The K values control the R value which controls the diode current which can lead to errors if there is self heating which is the NTC Shockley Effect.
But if diode current is too low then the OP Amp input offsets become significant compared the the log1, log2 outputs.
The diode dynamic resistance also drops with rising log(current) until saturated where the bulk resistance limits the minimum resistance. From this I know ESR is ~ 1/Pd (rated) so depending on your specs for input range and error budget, you need to operate well below max rated Pd such as < 1% Pd.
The bulk size and Pd rating of the diode affects the thermal resistance and bulk resistance or ESR, and also junction capacitance and bandwidth. So this is another tradeoff for diode size vs bandwidth vs temp rise.
One usually starts with a spec for Input and Output voltage range and max error vs input. Then determines the required input bias current and offset must be to achieve this.

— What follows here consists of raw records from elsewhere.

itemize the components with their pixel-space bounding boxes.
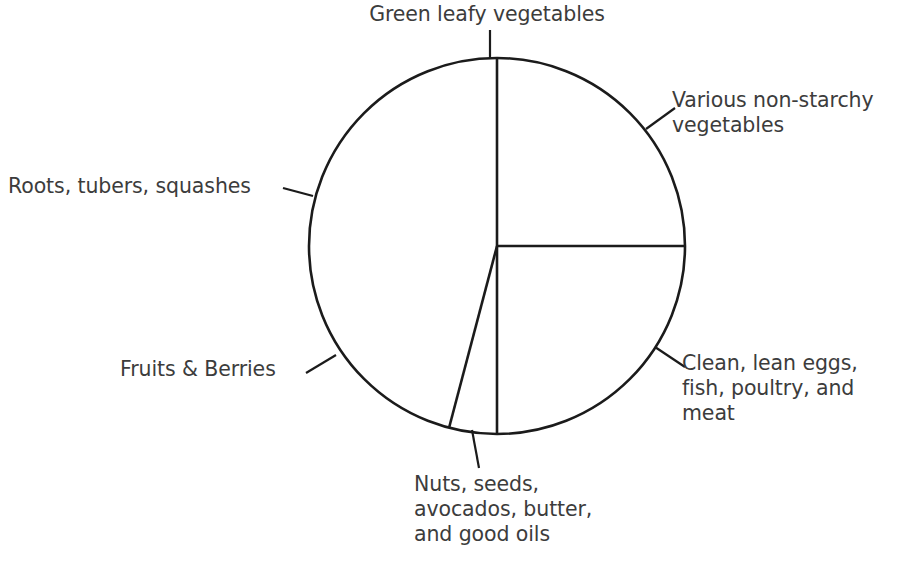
slice-label-fruits-and-berries: Fruits & Berries [120, 357, 302, 382]
pie-chart-container: Green leafy vegetables Various non-starc… [0, 0, 900, 567]
leader-line-various-non-starchy [646, 108, 675, 129]
slice-label-clean-lean-eggs-fish-poultry-meat: Clean, lean eggs, fish, poultry, and mea… [682, 351, 897, 426]
slice-label-green-leafy-vegetables: Green leafy vegetables [352, 2, 622, 27]
slice-label-various-non-starchy-vegetables: Various non-starchy vegetables [672, 88, 897, 138]
slice-label-nuts-seeds-avocados-butter-oils: Nuts, seeds, avocados, butter, and good … [414, 472, 639, 547]
slice-label-roots-tubers-squashes: Roots, tubers, squashes [8, 174, 283, 199]
leader-line-roots-tubers [283, 188, 313, 196]
leader-line-fruits-berries [306, 355, 336, 373]
leader-line-clean-lean [655, 347, 685, 367]
leader-line-nuts-seeds [472, 430, 479, 468]
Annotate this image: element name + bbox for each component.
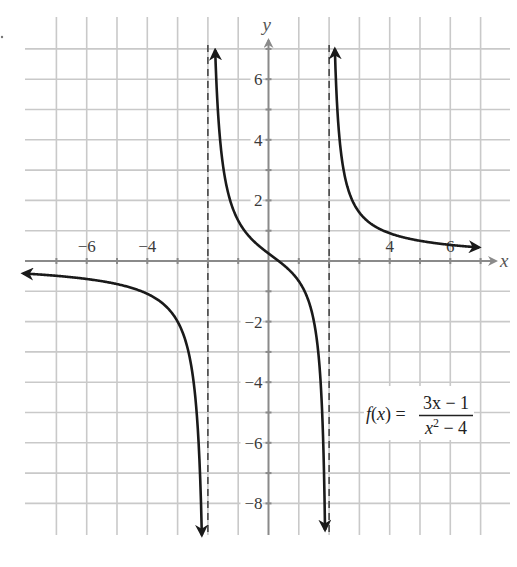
y-tick-label: 6	[254, 70, 263, 89]
y-axis-label: y	[261, 14, 272, 35]
x-tick-label: −4	[138, 237, 157, 256]
y-tick-label: −2	[244, 313, 262, 332]
y-tick-label: −6	[244, 434, 262, 453]
formula-numerator: 3x − 1	[423, 393, 469, 413]
y-tick-label: 4	[254, 131, 263, 150]
curve-branch-left	[23, 273, 202, 535]
formula-denominator: x2 − 4	[424, 416, 467, 438]
formula-lhs: f(x) =	[366, 404, 406, 425]
rational-function-graph: x y −6−446642−2−4−6−8 f(x) = 3x − 1 x2 −…	[0, 0, 517, 567]
y-tick-label: −8	[244, 494, 262, 513]
y-tick-label: −4	[244, 373, 263, 392]
x-tick-label: 4	[385, 237, 394, 256]
y-tick-label: 2	[254, 191, 263, 210]
x-axis-label: x	[499, 250, 509, 271]
curve-branch-middle	[215, 50, 325, 530]
x-tick-label: −6	[78, 237, 96, 256]
stray-mark	[1, 36, 3, 38]
function-formula: f(x) = 3x − 1 x2 − 4	[364, 386, 474, 440]
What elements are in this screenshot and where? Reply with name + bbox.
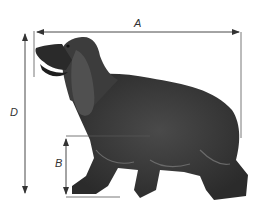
label-a: A — [134, 18, 141, 29]
dog-photo — [35, 37, 248, 200]
dog-dimension-diagram: A D B — [0, 0, 265, 215]
label-d: D — [10, 107, 18, 118]
diagram-svg — [0, 0, 265, 215]
label-b: B — [55, 158, 62, 169]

Then finally choose a max temp difference of the log and antilog diodes to avoid gain and offset errors. Matched temperature by thermal coupling is desired or minimize self heating for low T rise. This then limits the didoe current and determines the Vin/R values for your design.
As a rule of thumb, Vf will probably be around <= 0.65V for silicon and Pd will probably <1% of the diode rated power. But this depends on your thermal design.
So write some specs for this design In/Out and error budget then compute K2 from the above considerations for current limits. then choose Op Amps that satisfy the offset errors implied by your specs.
Then verify your design specs with sweeping voltages on the inputs and compute the gain and offset errors vs input.